MURRAY: Is it true that people making under $184k pay a 12.4% Social Security tax rate? DAHL: Yes. MURRAY: And the rate for someone making $1 million? DAHL: 2.2%. MURRAY: So, a 12.4% tax for people making less than $184k, but 2.2% for a millionaire or .0002% for billionaires. pic.twitter.com/vgQWi886Ut — Senate Budget Democrats (@SenateBudget) March 25, 2026
MURRAY: Is it true that people making under $184k pay a 12.4% Social Security tax rate?
MURRAY: And the rate for someone making $1 million?
MURRAY: So, a 12.4% tax for people making less than $184k, but 2.2% for a millionaire or .0002% for billionaires. pic.twitter.com/vgQWi886Ut
— Senate Budget Democrats (@SenateBudget) March 25, 2026
It doesn’t — if, of course, you admit that Social Security isn’t “paying into” anything but an entitlement program. Because billionaires like Donald Trump or Elon Musk, they don’t get what they paid into Social Security in their dotage.

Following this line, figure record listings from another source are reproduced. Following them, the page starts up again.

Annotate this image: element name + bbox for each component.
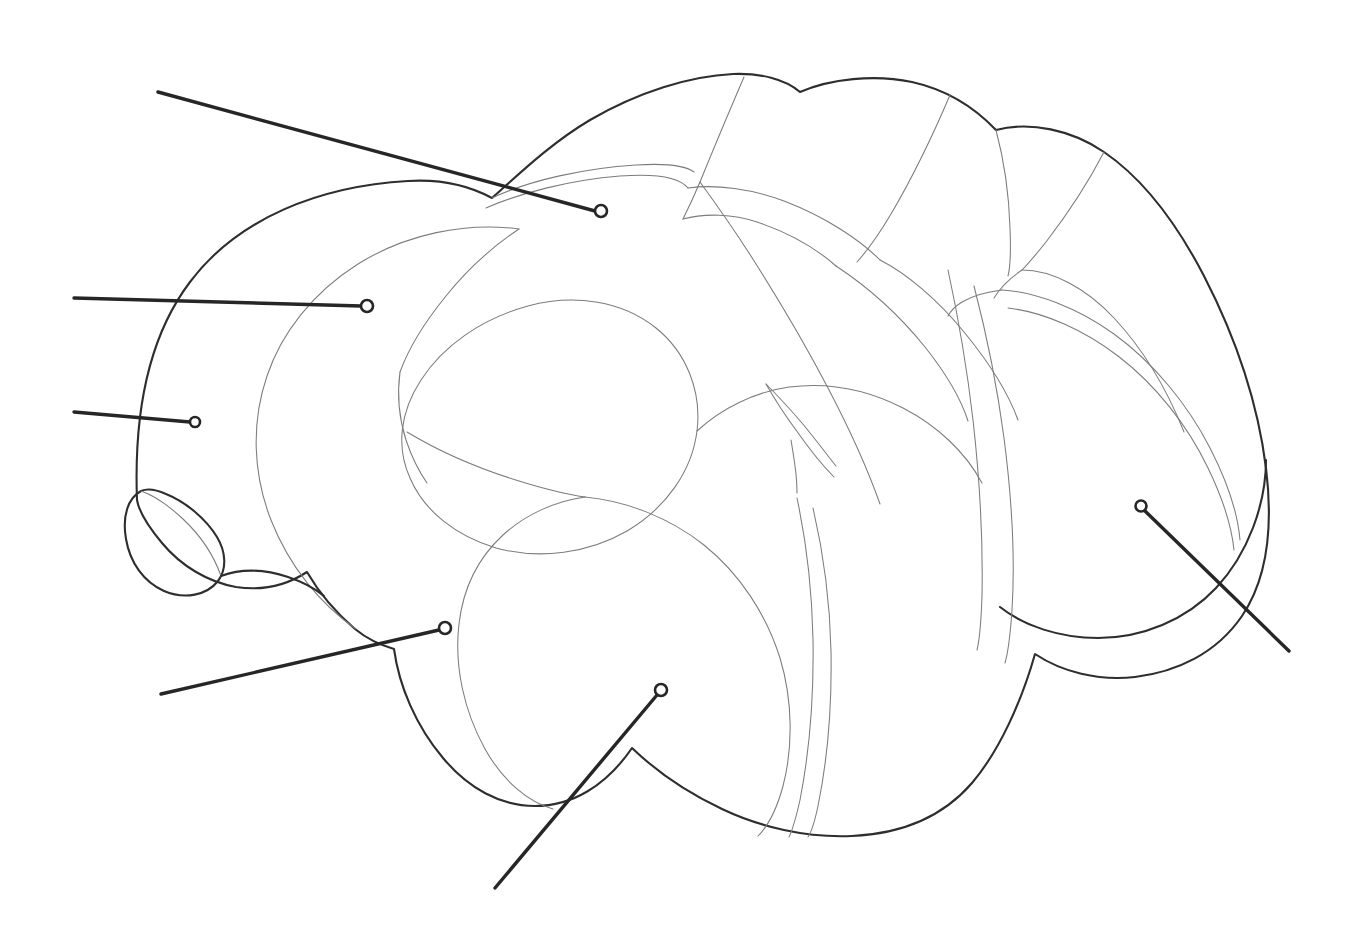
- anatomical-diagram-svg: [0, 0, 1353, 942]
- callout-4-marker[interactable]: [439, 622, 451, 634]
- callout-1-marker[interactable]: [595, 205, 607, 217]
- canvas-background: [0, 0, 1353, 942]
- callout-6-marker[interactable]: [1136, 501, 1147, 512]
- callout-5-marker[interactable]: [655, 684, 667, 696]
- callout-2-marker[interactable]: [361, 300, 373, 312]
- callout-3-marker[interactable]: [190, 417, 200, 427]
- diagram-root: [0, 0, 1353, 942]
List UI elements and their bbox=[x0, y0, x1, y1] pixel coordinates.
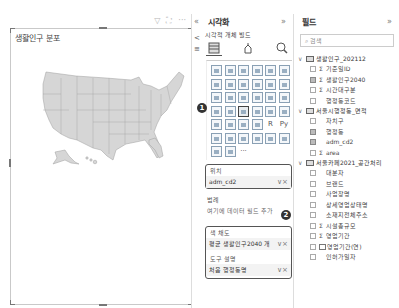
field-item[interactable]: 영업기간(연) bbox=[298, 242, 398, 253]
table-node[interactable]: ∨ 서울시행정동_면적 bbox=[298, 106, 398, 116]
power-apps-icon[interactable] bbox=[279, 133, 290, 144]
multi-row-card-icon[interactable] bbox=[279, 106, 290, 117]
resize-handle[interactable] bbox=[99, 27, 107, 29]
checkbox[interactable] bbox=[310, 212, 316, 218]
field-item[interactable]: 자치구 bbox=[298, 116, 398, 127]
line-chart-icon[interactable] bbox=[211, 79, 222, 90]
pie-chart-icon[interactable] bbox=[252, 92, 263, 103]
matrix-icon[interactable] bbox=[252, 119, 263, 130]
gauge-icon[interactable] bbox=[252, 106, 263, 117]
filter-icon[interactable]: ▽ bbox=[154, 16, 160, 26]
card-icon[interactable] bbox=[265, 106, 276, 117]
filled-map-visual[interactable]: ▽ ⛶ ··· 생활인구 분포 bbox=[10, 28, 193, 305]
100-stacked-column-chart-icon[interactable] bbox=[279, 65, 290, 76]
clustered-column-chart-icon[interactable] bbox=[252, 65, 263, 76]
filled-map-icon[interactable] bbox=[238, 106, 249, 117]
format-tab[interactable] bbox=[240, 40, 256, 56]
legend-drop-zone[interactable]: 여기에 데이터 필드 추가 bbox=[205, 205, 292, 217]
table-node[interactable]: ∨ 서울카페2021_공간처리 bbox=[298, 158, 398, 168]
checkbox[interactable] bbox=[310, 254, 316, 260]
field-item[interactable]: 대분자 bbox=[298, 168, 398, 179]
collapse-pane-icon[interactable]: « bbox=[194, 17, 204, 26]
more-visuals-icon[interactable]: ··· bbox=[238, 146, 249, 157]
stacked-bar-chart-icon[interactable] bbox=[211, 65, 222, 76]
field-item[interactable]: 상세영업상태명 bbox=[298, 200, 398, 211]
field-item[interactable]: Σ시간대구분 bbox=[298, 85, 398, 96]
location-field[interactable]: adm_cd2 ∨× bbox=[206, 176, 291, 188]
saturation-field[interactable]: 평균 생활인구2040 개 ∨× bbox=[206, 238, 291, 250]
field-item[interactable]: Σ영업기간 bbox=[298, 231, 398, 242]
map-icon[interactable] bbox=[211, 106, 222, 117]
table-node[interactable]: ∨ 생활인구_202112 bbox=[298, 54, 398, 64]
checkbox[interactable] bbox=[310, 118, 316, 124]
field-dropdown-remove-icon[interactable]: ∨× bbox=[277, 176, 288, 188]
field-item[interactable]: 소재지전체주소 bbox=[298, 210, 398, 221]
checkbox[interactable] bbox=[310, 181, 316, 187]
field-item[interactable]: 인허가일자 bbox=[298, 252, 398, 263]
filters-icon[interactable]: ≡ bbox=[194, 45, 202, 53]
checkbox[interactable] bbox=[310, 202, 316, 208]
checkbox[interactable] bbox=[310, 98, 316, 104]
expand-pane-icon[interactable]: » bbox=[281, 17, 291, 26]
funnel-chart-icon[interactable] bbox=[225, 92, 236, 103]
build-visual-tab[interactable] bbox=[206, 40, 222, 56]
checkbox[interactable] bbox=[310, 233, 316, 239]
area-chart-icon[interactable] bbox=[225, 79, 236, 90]
field-item[interactable]: 브랜드 bbox=[298, 179, 398, 190]
table-icon[interactable] bbox=[238, 119, 249, 130]
shape-map-icon[interactable] bbox=[225, 106, 236, 117]
clustered-bar-chart-icon[interactable] bbox=[238, 65, 249, 76]
chevron-down-icon[interactable]: ∨ bbox=[298, 106, 304, 116]
checkbox[interactable] bbox=[310, 66, 316, 72]
python-visual-icon[interactable]: Py bbox=[279, 119, 290, 130]
field-item[interactable]: Σ생활인구2040 bbox=[298, 75, 398, 86]
resize-handle[interactable] bbox=[99, 304, 107, 306]
checkbox[interactable] bbox=[310, 87, 316, 93]
chevron-down-icon[interactable]: ∨ bbox=[298, 54, 304, 64]
stacked-area-chart-icon[interactable] bbox=[238, 79, 249, 90]
expand-pane-icon[interactable]: » bbox=[387, 17, 397, 26]
more-options-icon[interactable]: ··· bbox=[178, 16, 186, 26]
focus-mode-icon[interactable]: ⛶ bbox=[166, 16, 172, 26]
checkbox[interactable] bbox=[310, 150, 316, 156]
checkbox[interactable] bbox=[310, 244, 316, 250]
field-dropdown-remove-icon[interactable]: ∨× bbox=[277, 238, 288, 250]
analytics-tab[interactable] bbox=[274, 40, 290, 56]
treemap-icon[interactable] bbox=[279, 92, 290, 103]
donut-chart-icon[interactable] bbox=[265, 92, 276, 103]
kpi-icon[interactable] bbox=[211, 119, 222, 130]
line-clustered-column-icon[interactable] bbox=[265, 79, 276, 90]
field-dropdown-remove-icon[interactable]: ∨× bbox=[277, 264, 288, 276]
fields-search-input[interactable]: ⌕ 검색 bbox=[300, 34, 394, 47]
100-stacked-bar-chart-icon[interactable] bbox=[265, 65, 276, 76]
field-item[interactable]: 행정동코드 bbox=[298, 96, 398, 107]
checkbox[interactable] bbox=[310, 139, 316, 145]
checkbox[interactable] bbox=[310, 129, 316, 135]
qa-icon[interactable] bbox=[238, 133, 249, 144]
checkbox[interactable] bbox=[310, 77, 316, 83]
decomposition-tree-icon[interactable] bbox=[225, 133, 236, 144]
r-visual-icon[interactable]: R bbox=[265, 119, 276, 130]
slicer-icon[interactable] bbox=[225, 119, 236, 130]
ribbon-chart-icon[interactable] bbox=[279, 79, 290, 90]
field-item[interactable]: Σarea bbox=[298, 148, 398, 159]
waterfall-chart-icon[interactable] bbox=[211, 92, 222, 103]
field-item[interactable]: 행정동 bbox=[298, 127, 398, 138]
azure-map-icon[interactable] bbox=[225, 146, 236, 157]
chevron-down-icon[interactable]: ∨ bbox=[298, 158, 304, 168]
resize-handle[interactable] bbox=[9, 159, 11, 167]
key-influencers-icon[interactable] bbox=[211, 133, 222, 144]
share-icon[interactable]: < bbox=[194, 34, 202, 42]
field-item[interactable]: adm_cd2 bbox=[298, 137, 398, 148]
field-item[interactable]: Σ시설총규모 bbox=[298, 221, 398, 232]
paginated-report-icon[interactable] bbox=[265, 133, 276, 144]
line-stacked-column-icon[interactable] bbox=[252, 79, 263, 90]
power-automate-icon[interactable] bbox=[211, 146, 222, 157]
checkbox[interactable] bbox=[310, 223, 316, 229]
resize-handle[interactable] bbox=[10, 300, 15, 305]
smart-narrative-icon[interactable] bbox=[252, 133, 263, 144]
field-item[interactable]: 사업장명 bbox=[298, 189, 398, 200]
tooltip-field[interactable]: 처음 행정동명 ∨× bbox=[206, 264, 291, 276]
stacked-column-chart-icon[interactable] bbox=[225, 65, 236, 76]
checkbox[interactable] bbox=[310, 170, 316, 176]
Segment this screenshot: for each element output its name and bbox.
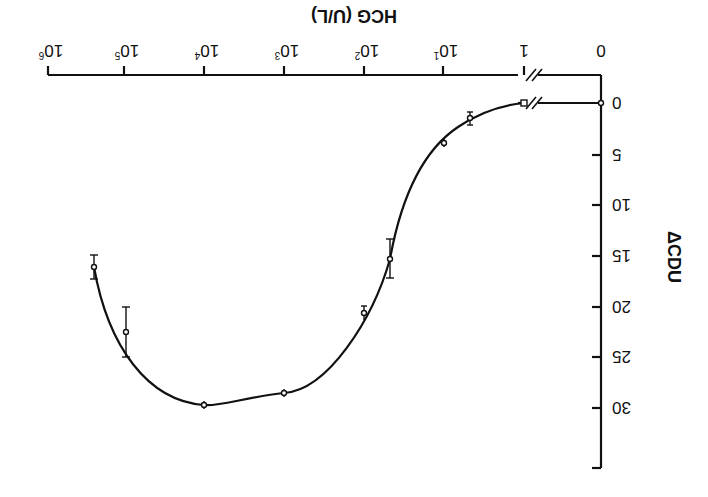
- x-tick-label-10-2: 102: [354, 41, 379, 61]
- point-250000: [90, 255, 98, 279]
- y-tick-label-20: 20: [612, 297, 631, 316]
- x-tick-label-10-5: 105: [114, 41, 139, 61]
- point-1: [521, 100, 527, 106]
- x-tick-label-10-1: 101: [433, 41, 458, 61]
- y-axis: [592, 103, 601, 468]
- point-10000: [202, 401, 207, 409]
- y-tick-labels: 0 5 10 15 20 25 30: [612, 93, 631, 417]
- x-tick-labels: 0 1 101 102 103 104 105 106: [38, 41, 605, 61]
- rotated-plot: 0 1 101 102 103 104 105 106 HCG (U/L) 0 …: [38, 6, 684, 468]
- point-1000: [282, 389, 287, 397]
- y-tick-label-10: 10: [612, 195, 631, 214]
- data-curve: [94, 97, 601, 405]
- x-tick-label-10-3: 103: [274, 41, 299, 61]
- y-tick-label-25: 25: [612, 347, 631, 366]
- x-tick-label-10-4: 104: [194, 41, 219, 61]
- y-tick-label-5: 5: [612, 145, 621, 164]
- point-0: [599, 101, 604, 106]
- x-axis-title: HCG (U/L): [311, 6, 397, 26]
- y-tick-label-0: 0: [612, 93, 621, 112]
- y-axis-title: ΔCDU: [664, 231, 684, 283]
- x-tick-label-1: 1: [519, 41, 528, 60]
- chart-container: 0 1 101 102 103 104 105 106 HCG (U/L) 0 …: [0, 0, 708, 497]
- y-tick-label-15: 15: [612, 246, 631, 265]
- chart-svg: 0 1 101 102 103 104 105 106 HCG (U/L) 0 …: [0, 0, 708, 497]
- x-tick-label-0: 0: [596, 41, 605, 60]
- x-axis: [48, 66, 601, 103]
- data-points: [90, 100, 604, 409]
- x-tick-label-10-6: 106: [38, 41, 63, 61]
- y-tick-label-30: 30: [612, 398, 631, 417]
- point-5: [467, 112, 473, 125]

A peak monthly benefit is capped at $5,181 per individual if you retire at 70 in 2026, according to the Social Security Administration, and Congress is looking at capping benefits at $100,000 a year for couples, according to Fox Business.
So, in other words, this isn’t a contribution — it’s a straight-up tax to pay for people who haven’t paid into the system. Which is fine, if you want to admit that’s what it is: an entitlement.
Other people are paying for you, just as you paid for other people. Something has to be done, because of the mess we’ve gotten ourselves into — and I’m not saying that taxapalooza 2026 is the answer, given the pittance it would generate, but doing nothing isn’t, either.
But herein lies the problem: Murray won’t sell this as a tax on the campaign trail, and neither will anyone else. Nor will anyone agree to touch Social Security, which is the third rail of American politics.
In fact, it has almost become an addendum to the Declaration of Independence at this point: “We hold these truths to be self-evident, that all men are created equal, that they are endowed by their Creator with certain unalienable Rights, that among these are Life, Liberty and the pursuit of Happiness … and also you paid into Social Security all your life; that’s your money, and don’t anyone dare touch it.”
That’s how we got into this mess. That’s how Social Security became 22.6 percent of federal expenditures.
Taxing a few billionaires may sound nice, but that won’t get us out. Sen. Murray’s solution is prima facie bunkum. However, if we threw away the rhetoric and started talking about it like the program it actually is, maybe — just maybe — we’d steer the ship of entitlement largesse away from the iceberg of reality, no matter how much the passengers whinge that they spent all their life to ride the unsinkable SS Social Security and they’ll be darned if some fools let their voyage be troubled by any delay.